It'd be really hard to do without getting a feature on the front page, so it's sensible if you're trying to get 500+ subs (and to move beyond it) to first try to make something that looks like it could go on the front page to maximise the odds of that happening. This means that for novels especially, your cover and thumbnail becomes hugely important, and to a lesser extent, your blurb. You want to make them as polished and professional as you possibly can within your available skills and budget.
My advice is don't bother with sub-for-sub. It's an awful lot of effort for meagre sub gain and often a lot of dead subs. You need engaged readers for likes and comments to give you visibility and organic growth. The thing you should give readers in return for their sub should ideally just be an excellent, entertaining story. If your comic or novel is really fun to read and gripping or funny, you shouldn't need to pay people with a return sub for them to read it. Ideally, your thumbnail, cover, blurb and content alone should be so good that even just posting those somewhere without any further incentive should result in you gaining readers. This is a good idea for people aiming for the front page too, because it may not happen often, so you need your time on there to result in the biggest increase in engaged readers possible with a really eye-catching cover.
By all means, use the forums for promo, along with social media, but if people never click on or start reading your work purely based on just seeing it on a thread, or thinking you have interesting things to say about writing, art etc. your response should be "hmm. Maybe my cover/thumbnail/banner/blurb need to be more clear/attention-grabbing!" and then to put some work into improving them so people DO click on that link, rather than saying "Hmm, people aren't clicking on my work based on the cover/thumbnail/banner/blurb.... I know! I should offer them a reward for subscribing!"
Obviously I wish there were more opportunities for our covers and thumbnails to get seen on the site, and I hope Tapas changes some of the algorithm or layout or something to help with that soon. That's out of my hands though, and whether they do that or not, the best thing I can do for my comic's continued growth is to keep trying to make sure I have strong presentation and trying out marketing strategies to see what works best.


YOUR OBJECTIVE.
A line belongs in the answer only if it contains the word "Versions"; copy every such line from the listing below.

##########

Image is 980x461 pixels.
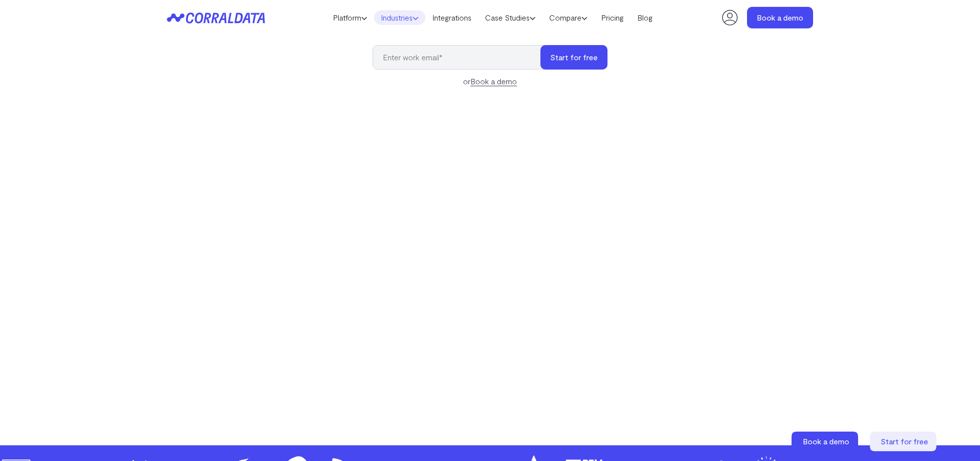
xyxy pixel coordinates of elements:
[595,10,631,25] a: Pricing
[803,436,849,446] span: Book a demo
[470,77,517,86] a: Book a demo
[372,45,550,70] input: Enter work email*
[881,436,928,446] span: Start for free
[372,75,608,88] div: or
[478,10,543,25] a: Case Studies
[541,45,608,70] button: Start for free
[326,10,374,25] a: Platform
[631,10,659,25] a: Blog
[791,432,860,451] a: Book a demo
[425,10,478,25] a: Integrations
[543,10,595,25] a: Compare
[374,10,425,25] a: Industries
[870,432,938,451] a: Start for free
[747,7,813,29] a: Book a demo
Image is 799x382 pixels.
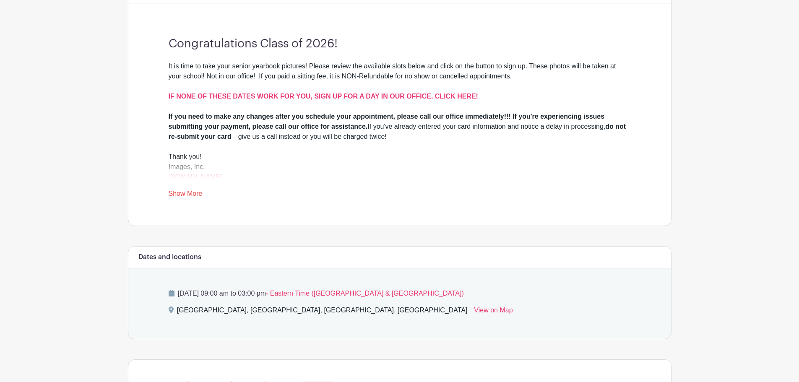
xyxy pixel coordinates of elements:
h6: Dates and locations [138,253,201,261]
div: [GEOGRAPHIC_DATA], [GEOGRAPHIC_DATA], [GEOGRAPHIC_DATA], [GEOGRAPHIC_DATA] [177,305,468,319]
a: [DOMAIN_NAME] [169,173,222,180]
div: It is time to take your senior yearbook pictures! Please review the available slots below and cli... [169,61,631,112]
div: Images, Inc. [169,162,631,182]
a: IF NONE OF THESE DATES WORK FOR YOU, SIGN UP FOR A DAY IN OUR OFFICE. CLICK HERE! [169,93,478,100]
div: If you've already entered your card information and notice a delay in processing, —give us a call... [169,112,631,142]
strong: do not re-submit your card [169,123,626,140]
a: View on Map [474,305,513,319]
p: [DATE] 09:00 am to 03:00 pm [169,289,631,299]
div: Thank you! [169,152,631,162]
span: - Eastern Time ([GEOGRAPHIC_DATA] & [GEOGRAPHIC_DATA]) [266,290,464,297]
a: Show More [169,190,203,201]
strong: If you need to make any changes after you schedule your appointment, please call our office immed... [169,113,605,130]
h3: Congratulations Class of 2026! [169,37,631,51]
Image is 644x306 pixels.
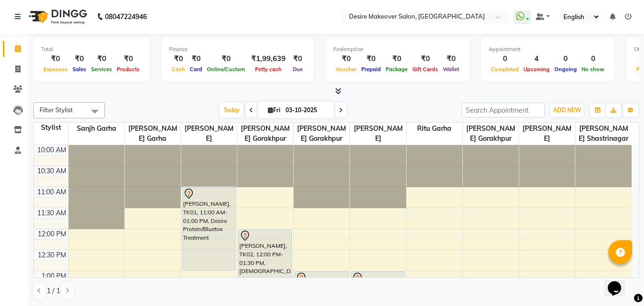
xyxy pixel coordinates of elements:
[253,66,284,73] span: Petty cash
[169,66,188,73] span: Cash
[519,123,575,145] span: [PERSON_NAME]
[290,66,305,73] span: Due
[604,268,634,296] iframe: chat widget
[383,66,410,73] span: Package
[283,103,330,117] input: 2025-10-03
[47,286,60,296] span: 1 / 1
[181,123,237,145] span: [PERSON_NAME]
[34,123,68,133] div: Stylist
[333,45,461,53] div: Redemption
[406,123,462,135] span: ritu garha
[89,53,114,64] div: ₹0
[521,66,552,73] span: Upcoming
[35,166,68,176] div: 10:30 AM
[575,123,631,145] span: [PERSON_NAME] shastrinagar
[410,66,440,73] span: Gift Cards
[461,103,545,117] input: Search Appointment
[488,53,521,64] div: 0
[266,106,283,113] span: Fri
[70,53,89,64] div: ₹0
[188,66,204,73] span: Card
[69,123,124,135] span: sanjh garha
[39,271,68,281] div: 1:00 PM
[24,3,89,30] img: logo
[239,230,291,291] div: [PERSON_NAME], TK02, 12:00 PM-01:30 PM, [DEMOGRAPHIC_DATA] hydra facial
[293,123,350,145] span: [PERSON_NAME] Gorakhpur
[35,187,68,197] div: 11:00 AM
[333,66,359,73] span: Voucher
[248,53,289,64] div: ₹1,99,639
[579,66,606,73] span: No show
[219,103,243,117] span: Today
[295,272,348,298] div: [PERSON_NAME], TK03, 01:00 PM-01:40 PM, Advance Hair Cut
[359,53,383,64] div: ₹0
[440,53,461,64] div: ₹0
[550,103,583,117] button: ADD NEW
[333,53,359,64] div: ₹0
[440,66,461,73] span: Wallet
[488,66,521,73] span: Completed
[204,66,248,73] span: Online/Custom
[350,123,406,145] span: [PERSON_NAME]
[553,106,581,113] span: ADD NEW
[114,66,142,73] span: Products
[204,53,248,64] div: ₹0
[289,53,306,64] div: ₹0
[359,66,383,73] span: Prepaid
[552,53,579,64] div: 0
[114,53,142,64] div: ₹0
[70,66,89,73] span: Sales
[36,229,68,239] div: 12:00 PM
[579,53,606,64] div: 0
[383,53,410,64] div: ₹0
[410,53,440,64] div: ₹0
[89,66,114,73] span: Services
[41,45,142,53] div: Total
[105,3,147,30] b: 08047224946
[41,66,70,73] span: Expenses
[41,53,70,64] div: ₹0
[35,208,68,218] div: 11:30 AM
[463,123,518,145] span: [PERSON_NAME] gorakhpur
[488,45,606,53] div: Appointment
[188,53,204,64] div: ₹0
[521,53,552,64] div: 4
[125,123,181,145] span: [PERSON_NAME] garha
[169,45,306,53] div: Finance
[238,123,293,145] span: [PERSON_NAME] Gorakhpur
[552,66,579,73] span: Ongoing
[35,145,68,155] div: 10:00 AM
[39,106,73,113] span: Filter Stylist
[169,53,188,64] div: ₹0
[183,188,235,270] div: [PERSON_NAME], TK01, 11:00 AM-01:00 PM, Desire Protein/Bluetox Treatment
[36,250,68,260] div: 12:30 PM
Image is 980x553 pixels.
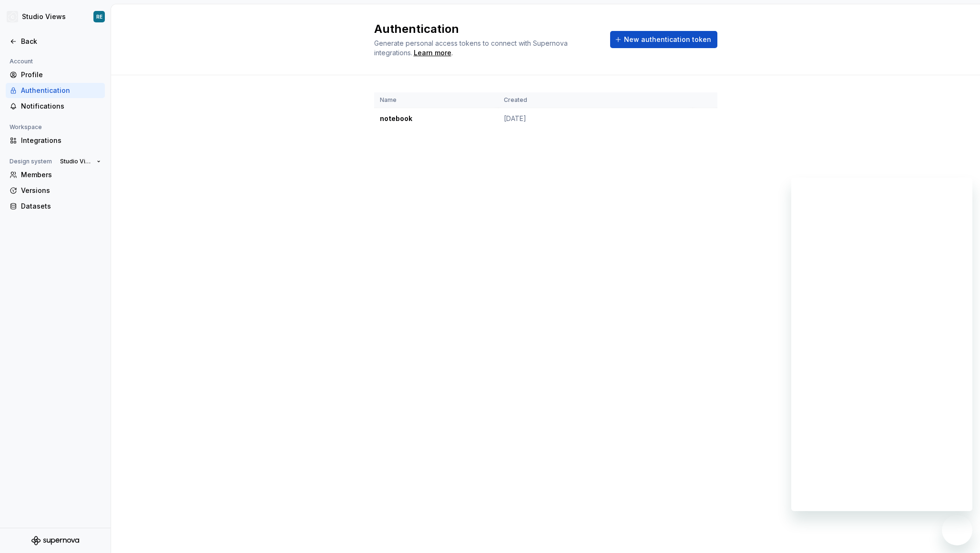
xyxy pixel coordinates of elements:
[31,535,79,545] svg: Supernova Logo
[498,92,693,108] th: Created
[414,48,452,58] a: Learn more
[60,157,93,165] span: Studio Views
[5,98,105,114] a: Notifications
[412,50,453,57] span: .
[5,183,105,198] a: Versions
[5,56,37,67] div: Account
[942,515,972,545] iframe: Button to launch messaging window, conversation in progress
[21,85,101,95] div: Authentication
[5,34,105,49] a: Back
[21,202,101,211] div: Datasets
[498,108,693,130] td: [DATE]
[610,31,717,48] button: New authentication token
[374,92,498,108] th: Name
[374,22,598,37] h2: Authentication
[5,133,105,148] a: Integrations
[5,155,56,167] div: Design system
[374,108,498,130] td: notebook
[21,186,101,195] div: Versions
[2,6,109,27] button: Studio ViewsRE
[21,170,101,180] div: Members
[5,121,46,133] div: Workspace
[5,67,105,82] a: Profile
[5,167,105,183] a: Members
[374,39,570,57] span: Generate personal access tokens to connect with Supernova integrations.
[7,11,18,22] img: f5634f2a-3c0d-4c0b-9dc3-3862a3e014c7.png
[5,199,105,214] a: Datasets
[21,101,101,111] div: Notifications
[624,35,711,44] span: New authentication token
[21,136,101,145] div: Integrations
[791,178,972,511] iframe: Messaging window
[22,12,66,22] div: Studio Views
[21,70,101,79] div: Profile
[21,37,101,46] div: Back
[5,83,105,98] a: Authentication
[96,13,103,20] div: RE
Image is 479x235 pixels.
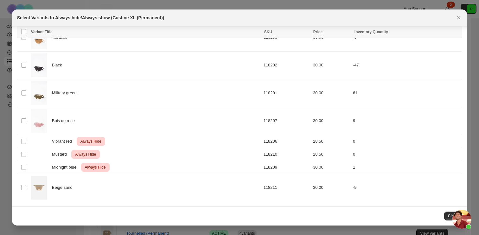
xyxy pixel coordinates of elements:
button: Close [444,212,462,221]
span: SKU [264,30,272,34]
td: 30.00 [311,79,351,107]
td: 118210 [261,148,311,161]
span: Price [313,30,322,34]
td: 61 [351,79,462,107]
span: Black [52,62,66,68]
span: Close [448,214,458,219]
span: Military green [52,90,80,96]
img: Custine-XL-Beige-01.jpg [31,176,47,200]
span: Mustard [52,151,70,158]
td: 118206 [261,135,311,148]
td: 30.00 [311,51,351,79]
h2: Select Variants to Always hide/Always show (Custine XL (Permanent)) [17,15,164,21]
td: 9 [351,107,462,135]
td: 118207 [261,107,311,135]
span: Always Hide [84,164,107,171]
button: Close [454,13,463,22]
span: Variant Title [31,30,53,34]
td: 0 [351,148,462,161]
td: 118202 [261,51,311,79]
span: Vibrant red [52,138,75,145]
td: 30.00 [311,107,351,135]
td: 0 [351,135,462,148]
span: Inventory Quantity [354,30,388,34]
td: 1 [351,161,462,174]
span: Beige sand [52,185,76,191]
span: Bois de rose [52,118,78,124]
td: 28.50 [311,135,351,148]
td: -47 [351,51,462,79]
img: Custine-XL-Noir.jpg [31,53,47,77]
div: Ouvrir le chat [452,210,471,229]
td: -9 [351,174,462,202]
td: 28.50 [311,148,351,161]
span: Always Hide [74,151,97,158]
img: Custine-XL-Bois_de_Rose-01.jpg [31,109,47,133]
span: Always Hide [79,138,103,145]
td: 30.00 [311,174,351,202]
img: Custine-XL-Kaki.jpg [31,81,47,105]
td: 118201 [261,79,311,107]
td: 30.00 [311,161,351,174]
td: 118209 [261,161,311,174]
td: 118211 [261,174,311,202]
span: Midnight blue [52,164,80,171]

##########

WRITTEN RESPONSE.
[5,183,105,198] a: Versions
[21,186,101,195] div: Versions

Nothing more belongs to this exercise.